To fail at that job is a crime, he believes. He's recently taken his certainty to court, suing Justin Robinson's parents for, essentially, being bad parents.

….In addition to his civil suit, Anthony is urging a change in criminal law. Dubbed "Autumn's Law," at the moment it is just an idea — a Change.org petition, which currently falls 12,000 signatures short of its 20,000 goal. Its point is simple: If parents knew they would go to jail for their parenting, Anthony says, they would do a better job.

Bold face mine, because: Really? Not that we don't try to keep our kids on the straight and narrow —99.999 percent of us parents do—but it is obviously impossible to control our children's every move. What's more, we shouldn't want to live in a society that requires this.

Criminalizing parents for raising law-breaking children would not only reinforce the idea that good parents are always on top of their kids (even in their teens), it would also enshrine "worst-first thinking" as the law of the land: If parents aren't constantly imagining the worst-case scenario first—"Gee, my son seems moody today. I hope he doesn't stab his playdate"—they would be guilty of not paying enough attention.

A policy like "Autumn's Law" should also seem ridiculous when anyone considers brothers like David and Ted Kaczynski. One was the Unabomber. One turned him in. If the parents created the murderer, how did they also create his brother, who worked as a youth counselor and then, after making the difficult decision to turn his brother in, became an anti-death penalty activist and eventually director of a Tibetan Buddhist monastery?

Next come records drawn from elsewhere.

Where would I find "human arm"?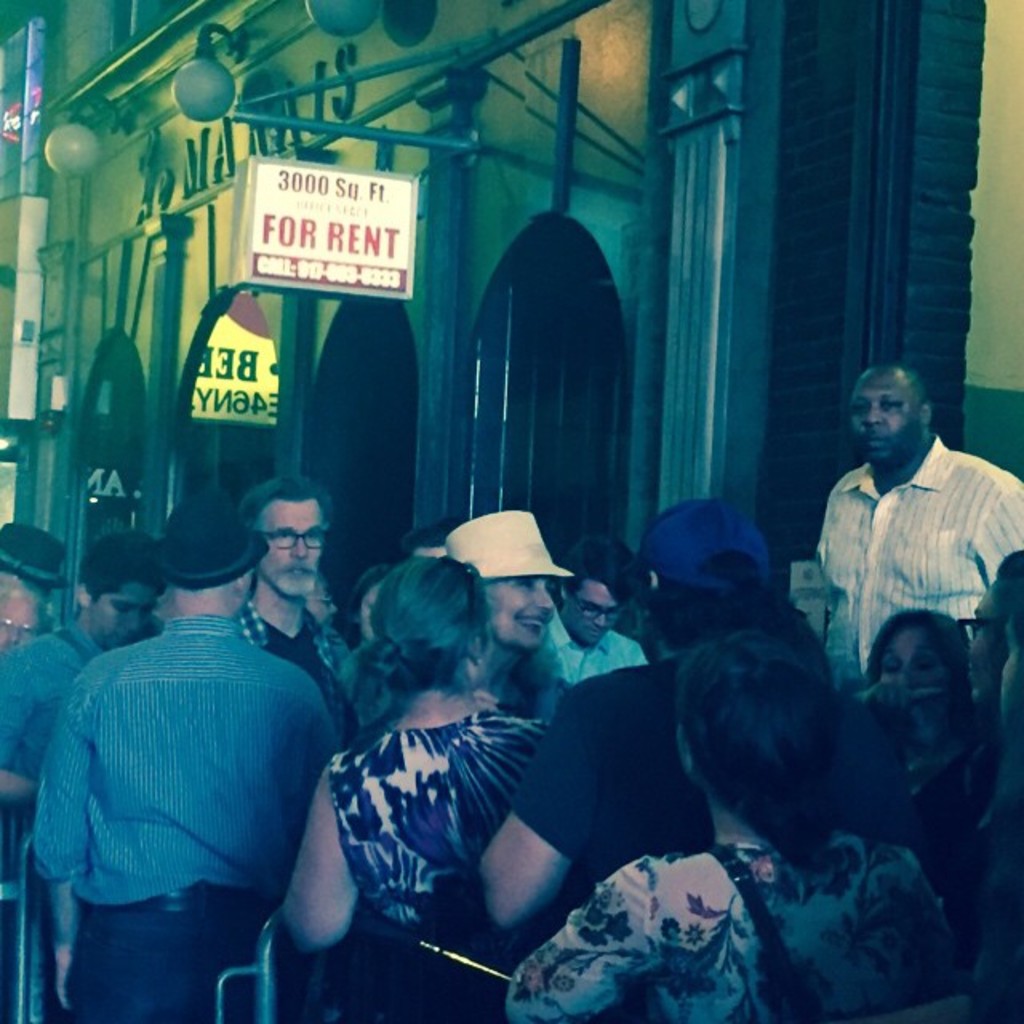
At (966,458,1022,603).
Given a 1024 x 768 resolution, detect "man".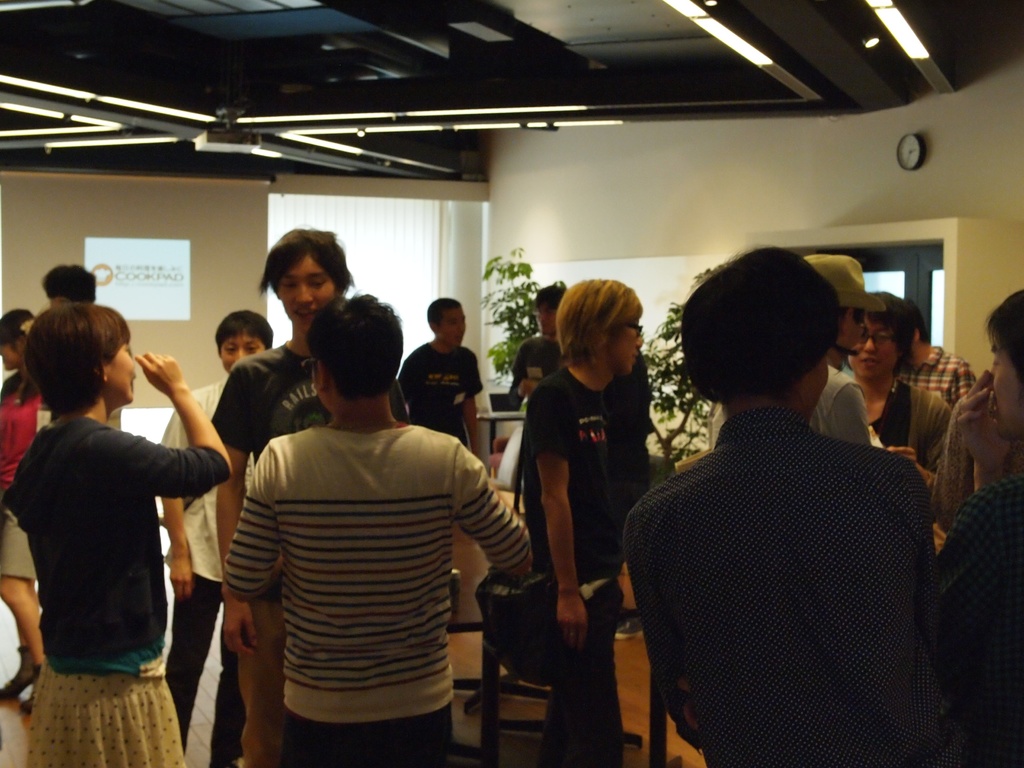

Parents cannot program their children or predict their every move. So while I can't even imagine the sorrow and horror that Autumn's parents have gone though, I hope they do not win their lawsuit. Parents already face enough criticism and blame for their child-rearing. ("Why did he eat the extra cookie?" "Why is he so scared to eat one extra cookie?") Heaping more criticism and blame on them will not make them parent better. It will only make them more paranoid.

That's not a quality most parents today are lacking.